On the first paragraph:
The most important sentence in any article is the first one. If it doesn’t induce the reader to proceed to the second sentence, your article is dead. And if the second sentence doesn’t induce him to continue to the third sentence, it’s equally dead. Of such a progression of sentences, each tugging the reader forward until he is hooked, a writer constructs that fateful unit, the “lead.”

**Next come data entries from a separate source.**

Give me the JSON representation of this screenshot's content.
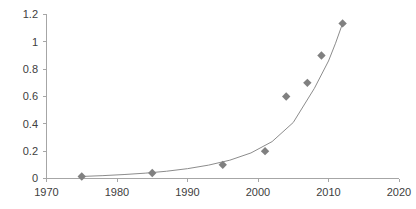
{
  "chart_data": {
    "type": "scatter",
    "title": "",
    "xlabel": "",
    "ylabel": "",
    "xlim": [
      1970,
      2020
    ],
    "ylim": [
      0,
      1.2
    ],
    "grid": false,
    "legend": "none",
    "x_ticks": [
      "1970",
      "1980",
      "1990",
      "2000",
      "2010",
      "2020"
    ],
    "x_tick_values": [
      1970,
      1980,
      1990,
      2000,
      2010,
      2020
    ],
    "y_ticks": [
      "0",
      "0.2",
      "0.4",
      "0.6",
      "0.8",
      "1",
      "1.2"
    ],
    "y_tick_values": [
      0,
      0.2,
      0.4,
      0.6,
      0.8,
      1,
      1.2
    ],
    "series": [
      {
        "name": "data points",
        "marker": "diamond",
        "color": "#808080",
        "x": [
          1975,
          1985,
          1995,
          2001,
          2004,
          2007,
          2009,
          2012
        ],
        "y": [
          0.015,
          0.04,
          0.1,
          0.2,
          0.6,
          0.7,
          0.9,
          1.135
        ]
      },
      {
        "name": "trend line",
        "type": "line",
        "color": "#8c8c8c",
        "x": [
          1975,
          1978,
          1981,
          1984,
          1987,
          1990,
          1993,
          1996,
          1999,
          2002,
          2005,
          2008,
          2010,
          2011,
          2012
        ],
        "y": [
          0.015,
          0.021,
          0.029,
          0.039,
          0.053,
          0.072,
          0.098,
          0.134,
          0.187,
          0.27,
          0.41,
          0.66,
          0.86,
          0.99,
          1.135
        ]
      }
    ]
  },
  "colors": {
    "marker": "#808080",
    "trend_line": "#8c8c8c",
    "axis": "#a6a6a6",
    "tick_text": "#404040",
    "background": "#ffffff"
  }
}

Tell a story if possible – “look for ways to convey your information in narrative form.

On humor writing:
Humor is the secret weapon of the nonfiction writer. It’s secret because so few writers realize that humor is often their best tool—and sometimes their only tool—for making an important point.
Don’t strain for laughs; humor is built on surprise, and you can surprise the reader only so often.

On endings:
Like the minister’s sermon that builds to a series of perfect conclusions that never conclude, an article that doesn’t stop where it should stop becomes a drag and therefore a failure.
Conclude with a sentence that jolts … with its fitness or unexpectedness.
The perfect ending should take your readers slightly by surprise and yet seem exactly right. They didn’t expect the article to end so soon, or so abruptly, or to say what is said. But they know it when they see it.

On editing:
Most first drafts can be cut by 50 percent without losing any information or losing the author’s voice

On writing non-fiction:
Every successful piece of nonfiction should leave the reader with one provocative thought that he or she didn’t have before. Not two thoughts, or five—just one.”

On writing reviews:
Criticism should be stylish, allusive, disturbing. It should “jog a set of beliefs and force us to reexamine them.”

On writing memoirs:
Summon back the men and women and children who notably crossed your life. What was it that made them memorable—what turn of mind, what crazy habits?

On travel writing:
Be specific and avoid travelese. Travelese is also a style of soft words that under hard examination mean nothing, or mean different things to different people: ‘attractive,’ ‘charming,’ ‘romantic.’

Grammar advice:
That/which: Always use “that” unless it makes your meaning ambiguous. If your sentence needs a comma to achieve its precise meaning, it probably needs “which.”
Don’t be ambiguous – use personal nouns. For instance, “The common reaction is incredulous laughter” could be “Most people just laugh with disbelief.
Don’t start a sentence with ‘however’—it hangs there like a wet dishrag. And don’t end with ‘however’—by that time it has lost its howeverness. Put it as early as you reasonably can…. Its abruptness then becomes a virtue.
Use exclamation points sparingly. Instead, try to “construct your sentence so that the order of the words will put the emphasis where you want it.
There’s not much to be said about the period except that most writers don’t reach it soon enough.
Good writing is lean and confident.
Use a thesaurus to “nudge your memory.”